Most of the movie takes place in Kita-Kamakura, about 30 miles from downtown Tokyo. Several years after the release of the film, the director, Yasujirô Ozu, moved with his mother to the area and spent the rest of his life there. (His tomb is also located there.) Furthermore, the film's star, Setsuko Hara, also eventually moved to the area and, as of May 2013, reportedly still lived there under her birth name, Masae Aida.
It is the first installment of Yasujirô Ozu's so-called "Noriko trilogy." The others are Early Summer (Também Fomos Felizes (1951)) and Tokyo Story (Era uma Vez em Tóquio (1953)).
Banshun (Pai e Filha (1949)) is a Japanese drama film directed by Yasujirô Ozu and written by Ozu and Kôgo Noda, based on the short novel "Father and Daughter" (Chichi to musume) by the 20th-century novelist and critic Kazuo Hirotsu. The film was written and shot during the Allied Powers' Occupation of Japan and was subject to the Occupation's official censorship requirements. Starring Chishû Ryû, who was featured in almost all of the director's films, and Setsuko Hara, marking her first of six appearances in Ozu's work, it is the first installment of Ozu's so-called "Noriko trilogy," succeeded by Bakushu (Também Fomos Felizes (1951)) and Tokyo Monogatari (Era uma Vez em Tóquio (1953)); in each of which Hara portrays a young woman named Noriko, though the three Norikos are distinct, unrelated characters, linked primarily by their status as single women in postwar Japan.
The occupying American forces in Japan following World War II censored two specific lines in the script regarding the main character's health and the state of Tokyo. Director Yasujirô Ozu was forced to change these lines in the film.
At about 45:24 Noriko's aunt mentions a baseball movie starring Gary Cooper. The movie she's referencing is Ídolo, Amante e Herói (1942).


__Task directions__. Below are records; work out how many of their lines contain the word "table" and reply with the number only.

+--

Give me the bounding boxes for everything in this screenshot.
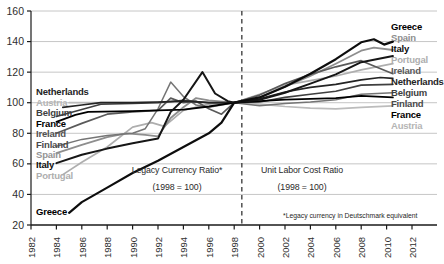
left-label-ireland: Ireland: [36, 129, 66, 139]
right-label-france: France: [391, 110, 421, 120]
x-tick-labels: 1982198419861988199019921994199619982000…: [26, 237, 418, 258]
right-label-belgium: Belgium: [391, 88, 427, 98]
deutschmark-footnote: *Legacy currency in Deutschmark equivale…: [283, 212, 418, 219]
right-label-netherlands: Netherlands: [391, 77, 444, 87]
svg-text:2002: 2002: [280, 237, 291, 258]
left-label-portugal: Portugal: [36, 171, 73, 181]
svg-text:1982: 1982: [26, 237, 37, 258]
left-label-netherlands: Netherlands: [36, 87, 89, 97]
unit-labor-cost-subtitle: (1998 = 100): [232, 179, 372, 196]
svg-text:160: 160: [6, 5, 24, 17]
svg-text:120: 120: [6, 66, 24, 78]
left-label-belgium: Belgium: [36, 108, 72, 118]
svg-text:2004: 2004: [305, 237, 316, 258]
svg-text:2012: 2012: [407, 237, 418, 258]
legacy-currency-subtitle: (1998 = 100): [107, 179, 247, 196]
legacy-currency-title: Legacy Currency Ratio*: [107, 162, 247, 179]
right-label-austria: Austria: [391, 121, 422, 131]
svg-text:20: 20: [12, 219, 24, 231]
svg-text:40: 40: [12, 188, 24, 200]
svg-text:60: 60: [12, 157, 24, 169]
svg-text:1992: 1992: [153, 237, 164, 258]
svg-text:1994: 1994: [178, 237, 189, 258]
svg-text:1996: 1996: [204, 237, 215, 258]
unit-labor-cost-title: Unit Labor Cost Ratio: [232, 162, 372, 179]
svg-text:2008: 2008: [356, 237, 367, 258]
legacy-currency-annotation: Legacy Currency Ratio* (1998 = 100): [107, 162, 247, 195]
svg-text:2010: 2010: [382, 237, 393, 258]
right-label-italy: Italy: [391, 44, 409, 54]
y-tick-labels: 20406080100120140160: [6, 5, 24, 231]
left-label-italy: Italy: [36, 160, 54, 170]
svg-text:1986: 1986: [77, 237, 88, 258]
svg-text:1988: 1988: [102, 237, 113, 258]
right-label-greece: Greece: [391, 22, 422, 32]
right-label-finland: Finland: [391, 99, 423, 109]
svg-text:140: 140: [6, 35, 24, 47]
svg-text:100: 100: [6, 96, 24, 108]
svg-text:1984: 1984: [51, 237, 62, 258]
unit-labor-cost-annotation: Unit Labor Cost Ratio (1998 = 100): [232, 162, 372, 195]
svg-text:2006: 2006: [331, 237, 342, 258]
series-line-portugal: [63, 64, 393, 175]
right-label-portugal: Portugal: [391, 55, 428, 65]
right-label-ireland: Ireland: [391, 66, 421, 76]
svg-text:80: 80: [12, 127, 24, 139]
svg-text:1998: 1998: [229, 237, 240, 258]
right-label-spain: Spain: [391, 33, 416, 43]
svg-text:1990: 1990: [128, 237, 139, 258]
left-label-greece: Greece: [36, 207, 67, 217]
svg-text:2000: 2000: [255, 237, 266, 258]
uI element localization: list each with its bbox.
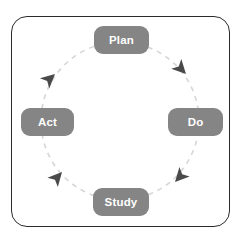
arrow-bottom-left-icon <box>47 167 67 187</box>
cycle-node-study: Study <box>93 188 149 216</box>
arrow-top-right-icon <box>171 59 191 79</box>
cycle-node-plan-label: Plan <box>109 34 134 46</box>
arrow-top-left-icon <box>40 69 60 89</box>
cycle-node-plan: Plan <box>94 26 149 54</box>
cycle-node-do-label: Do <box>188 116 204 128</box>
cycle-node-act-label: Act <box>38 116 57 128</box>
cycle-node-act: Act <box>21 108 74 136</box>
cycle-node-do: Do <box>168 108 223 136</box>
pdsa-cycle-diagram: Plan Do Study Act <box>0 0 242 239</box>
cycle-node-study-label: Study <box>105 196 138 208</box>
arrow-bottom-right-icon <box>170 167 190 187</box>
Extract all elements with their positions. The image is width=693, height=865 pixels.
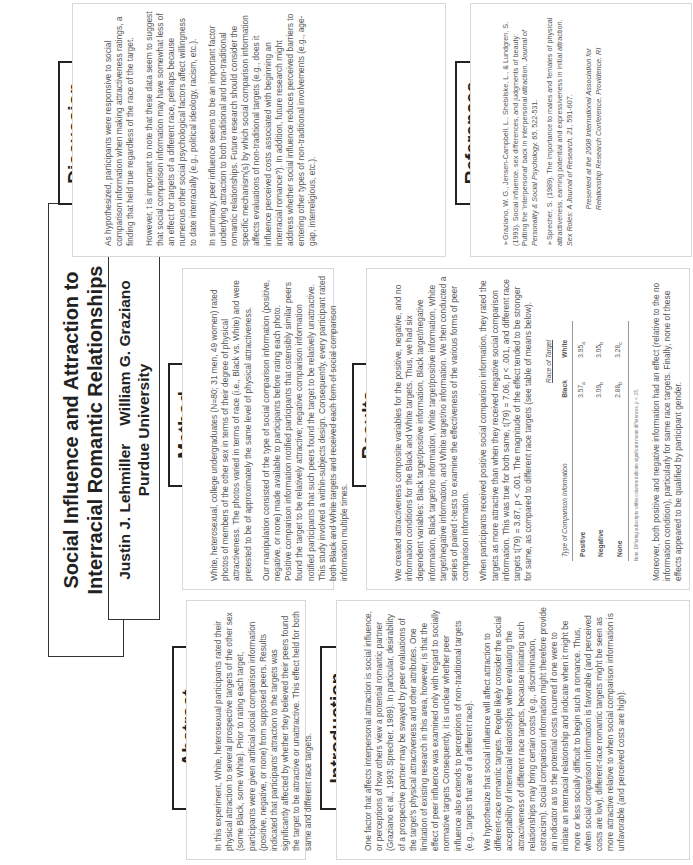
affiliation: Purdue University bbox=[134, 241, 153, 619]
table-row-header: Type of Comparison Information bbox=[557, 402, 573, 561]
authors: Justin J. LehmillerWilliam G. Graziano bbox=[115, 241, 134, 619]
discussion-panel: As hypothesized, participants were respo… bbox=[72, 3, 446, 257]
method-paragraph-1: White, heterosexual, college undergradua… bbox=[209, 275, 254, 581]
results-closing: Moreover, both positive and negative inf… bbox=[651, 275, 685, 581]
table-col-black: Black bbox=[557, 362, 573, 402]
discussion-paragraph-3: In summary, peer influence seems to be a… bbox=[207, 10, 319, 246]
method-paragraph-2: Our manipulation consisted of the type o… bbox=[261, 275, 351, 581]
introduction-paragraph-1: One factor that affects interpersonal at… bbox=[363, 607, 475, 851]
results-panel: We created attractiveness composite vari… bbox=[366, 268, 690, 590]
results-paragraph-1: We created attractiveness composite vari… bbox=[393, 275, 471, 581]
research-poster: Social Influence and Attraction to Inter… bbox=[0, 0, 693, 865]
table-row: Positive 3.57a 3.95a bbox=[572, 321, 591, 561]
presented-at: Presented at the 2008 International Asso… bbox=[584, 12, 603, 246]
results-paragraph-2: When participants received positive soci… bbox=[478, 275, 534, 581]
abstract-text: In this experiment, White, heterosexual … bbox=[213, 607, 314, 851]
introduction-paragraph-2: We hypothesize that social influence wil… bbox=[482, 607, 628, 851]
method-panel: White, heterosexual, college undergradua… bbox=[182, 268, 334, 590]
poster-title: Social Influence and Attraction to Inter… bbox=[59, 204, 107, 656]
introduction-panel: One factor that affects interpersonal at… bbox=[336, 600, 690, 860]
abstract-panel: In this experiment, White, heterosexual … bbox=[186, 600, 306, 860]
means-table: Race of Target Type of Comparison Inform… bbox=[541, 321, 629, 561]
title-line-2: Interracial Romantic Relationships bbox=[83, 204, 107, 656]
discussion-paragraph-2: However, t is important to note that the… bbox=[144, 10, 200, 246]
discussion-paragraph-1: As hypothesized, participants were respo… bbox=[103, 10, 137, 246]
title-line-1: Social Influence and Attraction to bbox=[59, 204, 83, 656]
reference-1: ➢Graziano, W. G., Jensen-Campbell, L., S… bbox=[501, 12, 539, 246]
table-caption: Race of Target bbox=[541, 321, 556, 402]
table-row: None 2.88b 3.28c bbox=[610, 321, 629, 561]
author-2: William G. Graziano bbox=[116, 280, 133, 425]
reference-2: ➢Sprecher, S. (1989). The importance to … bbox=[545, 12, 574, 246]
references-panel: ➢Graziano, W. G., Jensen-Campbell, L., S… bbox=[470, 3, 692, 257]
table-col-white: White bbox=[557, 321, 573, 362]
author-1: Justin J. Lehmiller bbox=[116, 444, 133, 580]
authors-box: Justin J. LehmillerWilliam G. Graziano P… bbox=[108, 240, 160, 620]
table-row: Negative 3.09b 3.05b bbox=[591, 321, 610, 561]
table-note: Note. Differing subscripts within column… bbox=[631, 275, 642, 561]
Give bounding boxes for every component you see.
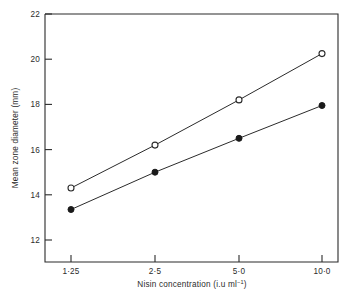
series-filled-circle-line xyxy=(71,106,322,210)
x-axis-title-tail: ) xyxy=(244,280,247,289)
plot-frame xyxy=(45,14,338,262)
chart-canvas: 22 20 18 16 14 12 1·25 2·5 5·0 10·0 Mean… xyxy=(0,0,353,306)
data-point-filled-2 xyxy=(152,169,158,175)
x-axis-title-main: Nisin concentration (i.u ml xyxy=(137,280,237,289)
y-tick-label-22: 22 xyxy=(30,10,40,19)
data-point-filled-1 xyxy=(68,207,74,213)
series-open-circle xyxy=(68,51,325,191)
data-point-open-4 xyxy=(319,51,325,57)
x-tick-label-2-5: 2·5 xyxy=(149,267,162,276)
data-point-open-2 xyxy=(152,142,158,148)
x-tick-label-5-0: 5·0 xyxy=(233,267,246,276)
y-tick-label-20: 20 xyxy=(30,55,40,64)
x-axis-title-superscript: −1 xyxy=(237,279,244,285)
x-tick-labels: 1·25 2·5 5·0 10·0 xyxy=(62,267,330,276)
data-point-filled-3 xyxy=(236,135,242,141)
data-point-open-1 xyxy=(68,185,74,191)
frame-box xyxy=(45,14,338,262)
y-axis-title: Mean zone diameter (mm) xyxy=(11,88,20,189)
y-tick-label-14: 14 xyxy=(30,191,40,200)
y-tick-label-16: 16 xyxy=(30,146,40,155)
x-tick-label-1-25: 1·25 xyxy=(62,267,79,276)
x-tick-label-10-0: 10·0 xyxy=(313,267,330,276)
figure-container: 22 20 18 16 14 12 1·25 2·5 5·0 10·0 Mean… xyxy=(0,0,353,306)
y-axis-ticks xyxy=(45,14,52,240)
series-filled-circle xyxy=(68,103,325,213)
x-axis-title: Nisin concentration (i.u ml−1) xyxy=(137,279,246,289)
x-axis-ticks xyxy=(71,255,322,262)
data-point-open-3 xyxy=(236,97,242,103)
y-tick-labels: 22 20 18 16 14 12 xyxy=(30,10,40,245)
data-point-filled-4 xyxy=(319,103,325,109)
y-tick-label-12: 12 xyxy=(30,236,40,245)
caption-strip xyxy=(0,292,353,306)
y-tick-label-18: 18 xyxy=(30,100,40,109)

+--

__Exercise output__. 9